Haha exactly. People shop at Walmart because they work at target and don’t make enough money to shop at Whole Foods.
Haha exactly. People shop at Walmart because they work at target and don’t make enough money to shop at Whole Foods.
Which is why steam went whole hog into proton development for the steam deck. It’s brilliant strategy. Suddenly their game catalog is immediately available on the device. So users can play games they already own and will have access to hundreds of others day one.
I was intrigued but I didn’t want to invest in it because of Google’s history of killing great products.
They have some great tools for their cloud platform but at this point, I wouldn’t go all in on any new product of theirs.
Because then the devs go under and you can’t milk them for more money over time?
I’m not defending them, but why the fuck would they want to shut down developers? That just doesn’t make sense.
The Ukraine stuff has nothing to do with it.
It’s the feds attempts to wrangle inflation (caused by dumping trillions into the economy during COVID)by hiking interest rates. Companies with barely profitable or even unprofitable business models used to be able to borrow money at stupid cheap interest rates. Now that it’s 7-8% they realize they have to figure something out.
It was this silicon valley “trade profits for scale and then we’ll figure it out later” approach. That only works when cheap loans could float you until you hit scale or figured something out.

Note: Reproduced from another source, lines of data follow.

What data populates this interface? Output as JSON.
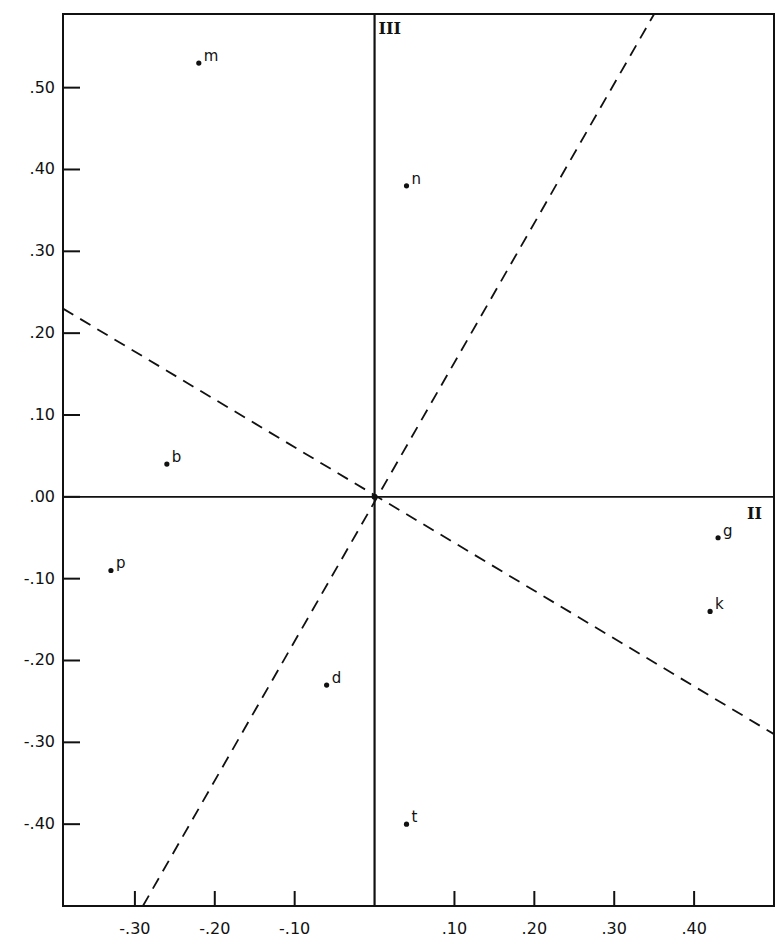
{
  "chart_data": {
    "type": "scatter",
    "title": "",
    "xlabel": "II",
    "ylabel": "III",
    "xlim": [
      -0.39,
      0.5
    ],
    "ylim": [
      -0.5,
      0.59
    ],
    "grid": false,
    "legend": null,
    "x_ticks": [
      -0.3,
      -0.2,
      -0.1,
      0.1,
      0.2,
      0.3,
      0.4
    ],
    "x_tick_labels": [
      "-.30",
      "-.20",
      "-.10",
      ".10",
      ".20",
      ".30",
      ".40"
    ],
    "y_ticks": [
      0.5,
      0.4,
      0.3,
      0.2,
      0.1,
      0.0,
      -0.1,
      -0.2,
      -0.3,
      -0.4
    ],
    "y_tick_labels": [
      ".50",
      ".40",
      ".30",
      ".20",
      ".10",
      ".00",
      "-.10",
      "-.20",
      "-.30",
      "-.40"
    ],
    "points": [
      {
        "label": "m",
        "x": -0.22,
        "y": 0.53
      },
      {
        "label": "n",
        "x": 0.04,
        "y": 0.38
      },
      {
        "label": "b",
        "x": -0.26,
        "y": 0.04
      },
      {
        "label": "p",
        "x": -0.33,
        "y": -0.09
      },
      {
        "label": "d",
        "x": -0.06,
        "y": -0.23
      },
      {
        "label": "t",
        "x": 0.04,
        "y": -0.4
      },
      {
        "label": "g",
        "x": 0.43,
        "y": -0.05
      },
      {
        "label": "k",
        "x": 0.42,
        "y": -0.14
      }
    ],
    "axes_lines": {
      "vertical_axis_label": "III",
      "horizontal_axis_label": "II"
    },
    "rotated_axes_dashed": [
      {
        "name": "steep",
        "from": [
          -0.29,
          -0.5
        ],
        "to": [
          0.35,
          0.59
        ]
      },
      {
        "name": "shallow",
        "from": [
          -0.39,
          0.23
        ],
        "to": [
          0.5,
          -0.29
        ]
      }
    ]
  },
  "colors": {
    "ink": "#111111",
    "background": "#ffffff"
  }
}
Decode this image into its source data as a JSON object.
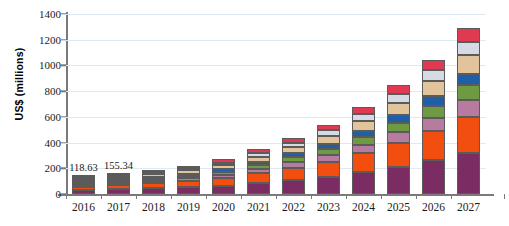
{
  "chart_data": {
    "type": "bar",
    "stacked": true,
    "title": "",
    "subtitle": "",
    "xlabel": "",
    "ylabel": "US$ (millions)",
    "ylim": [
      0,
      1400
    ],
    "yticks": [
      0,
      200,
      400,
      600,
      800,
      1000,
      1200,
      1400
    ],
    "ytick_labels": [
      "0",
      "200",
      "400",
      "600",
      "800",
      "1000",
      "1200",
      "1400"
    ],
    "grid": true,
    "legend": "none",
    "categories": [
      "2016",
      "2017",
      "2018",
      "2019",
      "2020",
      "2021",
      "2022",
      "2023",
      "2024",
      "2025",
      "2026",
      "2027"
    ],
    "totals": [
      118.63,
      155.34,
      180.0,
      218.0,
      272.0,
      348.0,
      438.0,
      540.0,
      680.0,
      845.0,
      1045.0,
      1290.0
    ],
    "annotations": [
      {
        "category": "2016",
        "text": "118.63"
      },
      {
        "category": "2017",
        "text": "155.34"
      }
    ],
    "series": [
      {
        "name": "series-1",
        "color": "#7B2D63",
        "values": [
          30,
          38,
          44,
          54,
          66,
          86,
          108,
          134,
          170,
          212,
          262,
          322
        ]
      },
      {
        "name": "series-2",
        "color": "#F24E10",
        "values": [
          26,
          33,
          38,
          47,
          57,
          74,
          94,
          116,
          146,
          182,
          226,
          278
        ]
      },
      {
        "name": "series-3",
        "color": "#B87BA0",
        "values": [
          12,
          16,
          18,
          22,
          27,
          35,
          44,
          54,
          68,
          85,
          105,
          129
        ]
      },
      {
        "name": "series-4",
        "color": "#6E9A43",
        "values": [
          11,
          14,
          16,
          20,
          24,
          31,
          39,
          49,
          61,
          76,
          94,
          116
        ]
      },
      {
        "name": "series-5",
        "color": "#1F5FA8",
        "values": [
          8,
          10,
          12,
          15,
          19,
          24,
          31,
          38,
          48,
          59,
          73,
          90
        ]
      },
      {
        "name": "series-6",
        "color": "#E2C49C",
        "values": [
          14,
          18,
          21,
          25,
          31,
          40,
          51,
          62,
          79,
          98,
          121,
          149
        ]
      },
      {
        "name": "series-7",
        "color": "#D6DAE4",
        "values": [
          9,
          12,
          14,
          17,
          21,
          27,
          34,
          42,
          53,
          66,
          81,
          100
        ]
      },
      {
        "name": "series-8",
        "color": "#E03A52",
        "values": [
          8.63,
          14.34,
          17,
          18,
          27,
          31,
          37,
          45,
          55,
          67,
          83,
          106
        ]
      }
    ]
  }
}
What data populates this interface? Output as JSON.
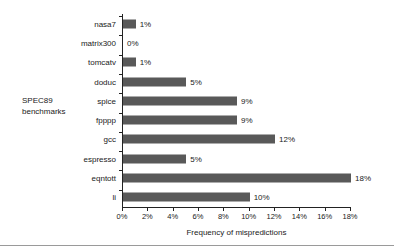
{
  "chart_data": {
    "type": "bar",
    "orientation": "horizontal",
    "title": "",
    "xlabel": "Frequency of mispredictions",
    "ylabel": "SPEC89\nbenchmarks",
    "categories": [
      "nasa7",
      "matrix300",
      "tomcatv",
      "doduc",
      "spice",
      "fpppp",
      "gcc",
      "espresso",
      "eqntott",
      "li"
    ],
    "values": [
      1,
      0,
      1,
      5,
      9,
      9,
      12,
      5,
      18,
      10
    ],
    "value_labels": [
      "1%",
      "0%",
      "1%",
      "5%",
      "9%",
      "9%",
      "12%",
      "5%",
      "18%",
      "10%"
    ],
    "xlim": [
      0,
      18
    ],
    "xticks": [
      0,
      2,
      4,
      6,
      8,
      10,
      12,
      14,
      16,
      18
    ],
    "xtick_labels": [
      "0%",
      "2%",
      "4%",
      "6%",
      "8%",
      "10%",
      "12%",
      "14%",
      "16%",
      "18%"
    ],
    "grid": false,
    "legend": null,
    "bar_color": "#595959",
    "axis_color": "#222222",
    "text_color": "#1a1a1a"
  }
}
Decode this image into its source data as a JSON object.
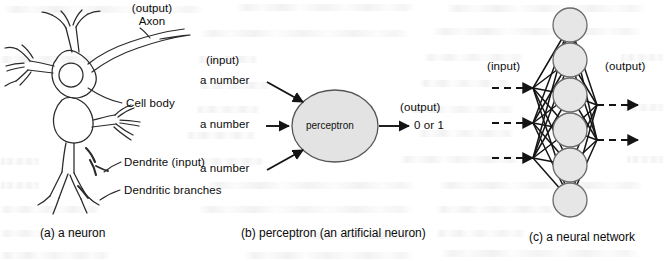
{
  "figure": {
    "width": 664,
    "height": 261,
    "background": "#ffffff",
    "ink": "#0b0b0b",
    "node_fill": "#e6e6e6",
    "node_stroke": "#6b6b6b",
    "perceptron_fill": "#e3e3e3",
    "perceptron_stroke": "#555555"
  },
  "panel_a": {
    "caption": "(a) a neuron",
    "labels": {
      "axon_output": "(output)",
      "axon": "Axon",
      "cell_body": "Cell body",
      "dendrite_input": "Dendrite (input)",
      "dendritic_branches": "Dendritic branches"
    }
  },
  "panel_b": {
    "caption": "(b) perceptron (an artificial neuron)",
    "input_header": "(input)",
    "inputs": [
      "a number",
      "a number",
      "a number"
    ],
    "node_label": "perceptron",
    "output_header": "(output)",
    "output_value": "0 or 1"
  },
  "panel_c": {
    "caption": "(c) a neural network",
    "input_header": "(input)",
    "output_header": "(output)",
    "node_count": 6,
    "input_arrow_count": 3,
    "output_arrow_count": 2
  }
}
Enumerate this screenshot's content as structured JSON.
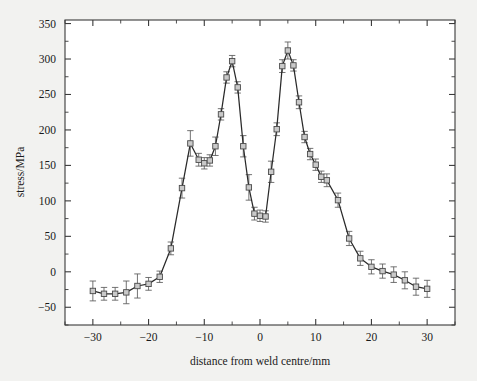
{
  "chart_data": {
    "type": "line",
    "title": "",
    "subtitle": "",
    "xlabel": "distance from weld centre/mm",
    "ylabel": "stress/MPa",
    "xlim": [
      -35,
      35
    ],
    "ylim": [
      -75,
      355
    ],
    "xticks": [
      -30,
      -20,
      -10,
      0,
      10,
      20,
      30
    ],
    "xticklabels": [
      "−30",
      "−20",
      "−10",
      "0",
      "10",
      "20",
      "30"
    ],
    "xminor_step": 5,
    "yticks": [
      -50,
      0,
      50,
      100,
      150,
      200,
      250,
      300,
      350
    ],
    "yticklabels": [
      "−50",
      "0",
      "50",
      "100",
      "150",
      "200",
      "250",
      "300",
      "350"
    ],
    "yminor_step": 25,
    "grid": false,
    "legend": null,
    "marker": "square",
    "marker_fill": "#c9c9c9",
    "line_color": "#2a2a2a",
    "errorbar_color": "#5a5a5a",
    "background": "#f2f2f0",
    "plot_background": "#ffffff",
    "series": [
      {
        "name": "residual stress",
        "x": [
          -30,
          -28,
          -26,
          -24,
          -22,
          -20,
          -18,
          -16,
          -14,
          -12.5,
          -11,
          -10,
          -9,
          -8,
          -7,
          -6,
          -5,
          -4,
          -3,
          -2,
          -1,
          0,
          1,
          2,
          3,
          4,
          5,
          6,
          7,
          8,
          9,
          10,
          11,
          12,
          14,
          16,
          18,
          20,
          22,
          24,
          26,
          28,
          30
        ],
        "y": [
          -27,
          -31,
          -31,
          -29,
          -20,
          -17,
          -7,
          33,
          118,
          181,
          158,
          153,
          157,
          177,
          222,
          274,
          297,
          260,
          177,
          119,
          82,
          79,
          78,
          141,
          201,
          290,
          312,
          291,
          239,
          190,
          166,
          151,
          134,
          129,
          101,
          47,
          19,
          7,
          1,
          -4,
          -12,
          -21,
          -24
        ],
        "yerr": [
          14,
          9,
          9,
          16,
          17,
          9,
          8,
          9,
          14,
          18,
          9,
          8,
          8,
          13,
          8,
          8,
          8,
          8,
          15,
          18,
          9,
          8,
          8,
          15,
          9,
          9,
          12,
          8,
          9,
          8,
          8,
          8,
          8,
          9,
          10,
          10,
          10,
          10,
          10,
          11,
          12,
          12,
          12
        ]
      }
    ]
  },
  "axes": {
    "x_label": "distance from weld centre/mm",
    "y_label": "stress/MPa"
  }
}
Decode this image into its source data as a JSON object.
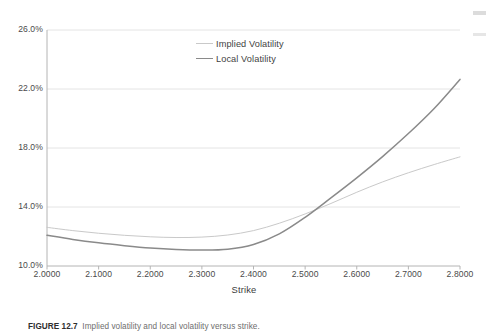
{
  "chart_data": {
    "type": "line",
    "title": "",
    "xlabel": "Strike",
    "ylabel": "",
    "xlim": [
      2.0,
      2.8
    ],
    "ylim": [
      0.1,
      0.26
    ],
    "grid": true,
    "legend_position": "inside-top-center",
    "x_tick_labels": [
      "2.0000",
      "2.1000",
      "2.2000",
      "2.3000",
      "2.4000",
      "2.5000",
      "2.6000",
      "2.7000",
      "2.8000"
    ],
    "x_tick_values": [
      2.0,
      2.1,
      2.2,
      2.3,
      2.4,
      2.5,
      2.6,
      2.7,
      2.8
    ],
    "y_tick_labels": [
      "26.0%",
      "22.0%",
      "18.0%",
      "14.0%",
      "10.0%"
    ],
    "y_tick_values": [
      0.26,
      0.22,
      0.18,
      0.14,
      0.1
    ],
    "x": [
      2.0,
      2.05,
      2.1,
      2.15,
      2.2,
      2.25,
      2.3,
      2.35,
      2.4,
      2.45,
      2.5,
      2.55,
      2.6,
      2.65,
      2.7,
      2.75,
      2.8
    ],
    "series": [
      {
        "name": "Implied Volatility",
        "color": "#c9c9c9",
        "width": 1.0,
        "values": [
          0.1262,
          0.124,
          0.1222,
          0.1208,
          0.1198,
          0.1193,
          0.1196,
          0.121,
          0.124,
          0.129,
          0.1353,
          0.1424,
          0.15,
          0.157,
          0.1632,
          0.1688,
          0.174
        ]
      },
      {
        "name": "Local Volatility",
        "color": "#8a8a8a",
        "width": 1.5,
        "values": [
          0.1208,
          0.118,
          0.1157,
          0.1138,
          0.1122,
          0.1112,
          0.1108,
          0.1114,
          0.1146,
          0.1218,
          0.133,
          0.1462,
          0.1598,
          0.1742,
          0.1898,
          0.2068,
          0.2265
        ]
      }
    ]
  },
  "legend": {
    "items": [
      {
        "label": "Implied Volatility",
        "color": "#c9c9c9",
        "thickness": "1px"
      },
      {
        "label": "Local Volatility",
        "color": "#8a8a8a",
        "thickness": "1.6px"
      }
    ]
  },
  "axis": {
    "x_title": "Strike"
  },
  "caption": {
    "number": "FIGURE 12.7",
    "text": "Implied volatility and local volatility versus strike."
  },
  "colors": {
    "gridline": "#e4e4e4",
    "axis": "#b4b4b4",
    "tick_text": "#4a4a4a",
    "implied": "#c9c9c9",
    "local": "#8a8a8a"
  }
}
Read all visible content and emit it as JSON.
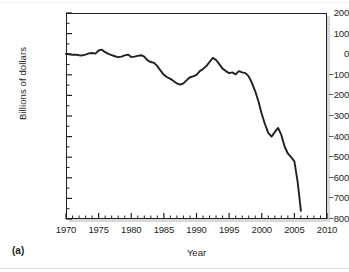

But in Unity’s case I think it’s partially that (they aren’t profitable), but partially related to the stuff apple is releasing and doing lately.
I think unity is trying to get in front of a possible boom in Mac and apple gaming. Charge dev $.20 per install so you insure you get a piece of every game install and avoid a confrontation with Apple about app store rates.
I have an m1 Mac and the Rosetta 2 layer is insanely performant. There is some performance loss but I’d hardly call it significant. It’s imperceptible to me.